Joseph Medicine Crow, historian, dies at 102
BILLINGS – Joseph Medicine Crow, an acclaimed Native American historian and last surviving war chief for Montana’s Crow Tribe, has died. He was 102.
Medicine Crow died Sunday, funeral home director Terry Bullis said. Services will be announced on Monday, he said.
A member of the Crow Tribe’s Whistling Water clan, Medicine Crow was raised by his grandparents in a log house in a rural area of the Crow Reservation near Lodge Grass, Montana.
His Crow name was “High Bird,” and he recalled listening as a child to stories about the Battle of Little Bighorn from those who were there, including his grandmother’s brother, White Man Runs Him, a scout for Lt. Col. George Armstrong Custer.
His grandfather, Yellowtail, raised Medicine Crow to be a warrior. The training began when Medicine Crow was just 6 or 7 years old, with a punishing physical regimen that included running barefoot in the snow to toughen the boy’s feet and spirit.
Medicine Crow in 1939 became the first of his tribe to receive a master’s degree, in anthropology. He served for decades as a Crow historian, cataloging his people’s nomadic history by collecting firsthand accounts of pre-reservation life from fellow tribal members.
“I always told people, when you meet Joe Medicine Crow, you’re shaking hands with the 19th century,” said Herman Viola, curator emeritus at the Smithsonian Institution’s National Museum of American Indians.
During World War II, Medicine Crow earned the title of war chief after performing a series of daring deeds, including stealing horses from an enemy encampment and hand-to-hand combat with a German soldier whose life Medicine Crow ultimately spared.
“Warfare was our highest art, but Plains Indian warfare was not about killing. It was about intelligence, leadership, and honor,” Medicine Crow wrote in his 2006 book “Counting Coup.”
Soon after returning from the European front, Medicine Crow was designated tribal historian by the Crow Tribal Council.
With his prodigious memory, Medicine Crow could accurately recall decades later the names, dates and exploits from the oral history he was exposed to as a child, Viola said.
Yet Medicine Crow also embraced the changes that came with the settling of the West, and he worked to bridge his people’s cultural traditions with the opportunities of modern society. His voice became familiar to many outside the region as the narrator for American Indian exhibits in major museums across the country.
“He really wanted to walk in both worlds, the white world and Indian world, and he knew education was a key to success,” said Viola, who first met Medicine Crow in 1972 and collaborated with him on several books.
Gov. Steve Bullock said Medicine Crow was an inspiration to his tribe and others.
“Joe was a Crow war chief, veteran, elder, historian, author and educator. His legacy will forever serve as an inspiration for all Native Americans – and all Montanans,” he said.
President Barack Obama awarded Medicine Crow the Presidential Medal of Freedom in 2009.
Medicine Crow continued to lecture into his 90s on the Battle of Little Bighorn and other major events in Crow history.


**Aim of the task**
From the line below containing "Give me the" to the final line, print each line exactly as written. No pictures belong in the copy.

**Supplied material**
▽

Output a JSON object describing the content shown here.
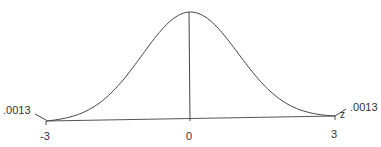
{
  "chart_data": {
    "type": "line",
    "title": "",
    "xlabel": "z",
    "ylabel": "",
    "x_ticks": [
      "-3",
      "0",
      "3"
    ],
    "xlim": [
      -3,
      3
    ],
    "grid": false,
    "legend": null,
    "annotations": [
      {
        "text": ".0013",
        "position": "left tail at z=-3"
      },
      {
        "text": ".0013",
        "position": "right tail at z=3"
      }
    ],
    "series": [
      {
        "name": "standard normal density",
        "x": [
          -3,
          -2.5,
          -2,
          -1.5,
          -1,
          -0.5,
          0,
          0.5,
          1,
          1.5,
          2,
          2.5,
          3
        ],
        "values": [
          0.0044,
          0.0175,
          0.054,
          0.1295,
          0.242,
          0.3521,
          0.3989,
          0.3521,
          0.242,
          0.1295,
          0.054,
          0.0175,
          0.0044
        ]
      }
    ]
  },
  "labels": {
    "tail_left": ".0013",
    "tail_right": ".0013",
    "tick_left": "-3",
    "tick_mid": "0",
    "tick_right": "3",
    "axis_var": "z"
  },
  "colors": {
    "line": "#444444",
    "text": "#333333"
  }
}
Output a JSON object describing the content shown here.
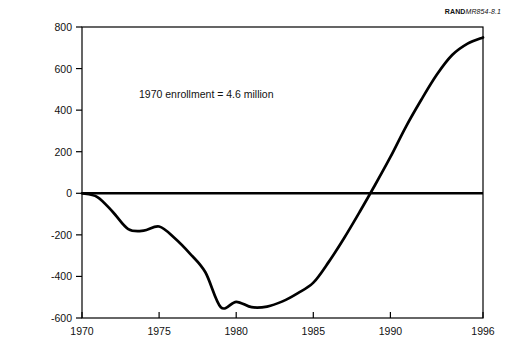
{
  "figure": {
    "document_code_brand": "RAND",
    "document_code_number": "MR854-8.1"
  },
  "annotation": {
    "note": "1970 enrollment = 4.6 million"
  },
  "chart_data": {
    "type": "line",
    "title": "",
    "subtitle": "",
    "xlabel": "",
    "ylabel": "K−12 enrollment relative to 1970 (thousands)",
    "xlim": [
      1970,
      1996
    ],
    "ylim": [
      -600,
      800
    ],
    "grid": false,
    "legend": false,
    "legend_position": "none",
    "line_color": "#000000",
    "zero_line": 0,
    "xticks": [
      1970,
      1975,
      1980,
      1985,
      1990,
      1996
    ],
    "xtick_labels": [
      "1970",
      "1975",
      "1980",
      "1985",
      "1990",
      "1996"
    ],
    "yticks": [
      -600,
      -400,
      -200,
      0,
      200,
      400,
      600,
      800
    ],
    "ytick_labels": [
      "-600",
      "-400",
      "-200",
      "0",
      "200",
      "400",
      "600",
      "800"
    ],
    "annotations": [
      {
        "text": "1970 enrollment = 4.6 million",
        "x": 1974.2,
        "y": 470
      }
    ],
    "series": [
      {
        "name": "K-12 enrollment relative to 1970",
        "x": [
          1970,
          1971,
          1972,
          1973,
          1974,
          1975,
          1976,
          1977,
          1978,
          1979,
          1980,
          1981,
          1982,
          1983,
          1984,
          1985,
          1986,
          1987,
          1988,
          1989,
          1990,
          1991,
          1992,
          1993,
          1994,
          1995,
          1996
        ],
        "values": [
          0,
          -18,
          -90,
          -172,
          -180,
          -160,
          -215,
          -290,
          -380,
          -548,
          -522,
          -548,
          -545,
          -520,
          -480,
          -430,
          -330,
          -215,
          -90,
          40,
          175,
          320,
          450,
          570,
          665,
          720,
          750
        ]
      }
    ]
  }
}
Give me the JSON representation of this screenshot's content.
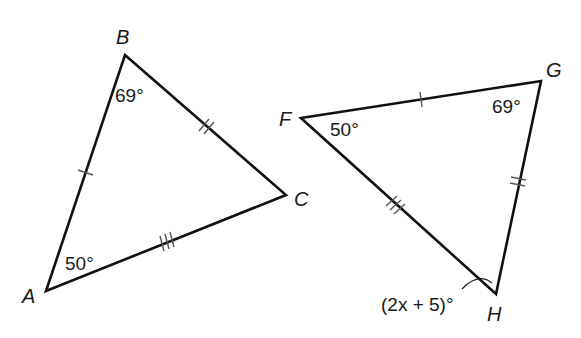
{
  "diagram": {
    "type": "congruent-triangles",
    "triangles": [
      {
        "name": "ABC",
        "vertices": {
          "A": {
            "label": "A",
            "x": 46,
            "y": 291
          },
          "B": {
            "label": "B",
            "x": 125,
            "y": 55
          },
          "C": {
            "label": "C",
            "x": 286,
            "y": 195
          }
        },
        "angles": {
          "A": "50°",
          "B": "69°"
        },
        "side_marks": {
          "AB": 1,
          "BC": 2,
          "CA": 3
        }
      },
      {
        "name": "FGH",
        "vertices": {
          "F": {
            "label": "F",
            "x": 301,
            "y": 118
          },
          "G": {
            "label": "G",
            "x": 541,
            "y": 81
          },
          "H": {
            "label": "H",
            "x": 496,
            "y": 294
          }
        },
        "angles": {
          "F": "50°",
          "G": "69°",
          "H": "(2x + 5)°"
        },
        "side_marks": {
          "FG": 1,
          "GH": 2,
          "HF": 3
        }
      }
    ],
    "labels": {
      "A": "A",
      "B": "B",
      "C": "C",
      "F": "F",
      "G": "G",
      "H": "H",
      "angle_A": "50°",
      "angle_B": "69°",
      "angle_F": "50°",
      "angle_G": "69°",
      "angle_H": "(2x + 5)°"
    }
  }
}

△

**Solution to the problem**
Give me the JSON representation of this screenshot's content.
{
  "diagram": {
    "type": "congruent-triangles",
    "triangles": [
      {
        "name": "ABC",
        "vertices": {
          "A": {
            "label": "A",
            "x": 46,
            "y": 291
          },
          "B": {
            "label": "B",
            "x": 125,
            "y": 55
          },
          "C": {
            "label": "C",
            "x": 286,
            "y": 195
          }
        },
        "angles": {
          "A": "50°",
          "B": "69°"
        },
        "side_marks": {
          "AB": 1,
          "BC": 2,
          "CA": 3
        }
      },
      {
        "name": "FGH",
        "vertices": {
          "F": {
            "label": "F",
            "x": 301,
            "y": 118
          },
          "G": {
            "label": "G",
            "x": 541,
            "y": 81
          },
          "H": {
            "label": "H",
            "x": 496,
            "y": 294
          }
        },
        "angles": {
          "F": "50°",
          "G": "69°",
          "H": "(2x + 5)°"
        },
        "side_marks": {
          "FG": 1,
          "GH": 2,
          "HF": 3
        }
      }
    ],
    "labels": {
      "A": "A",
      "B": "B",
      "C": "C",
      "F": "F",
      "G": "G",
      "H": "H",
      "angle_A": "50°",
      "angle_B": "69°",
      "angle_F": "50°",
      "angle_G": "69°",
      "angle_H": "(2x + 5)°"
    }
  }
}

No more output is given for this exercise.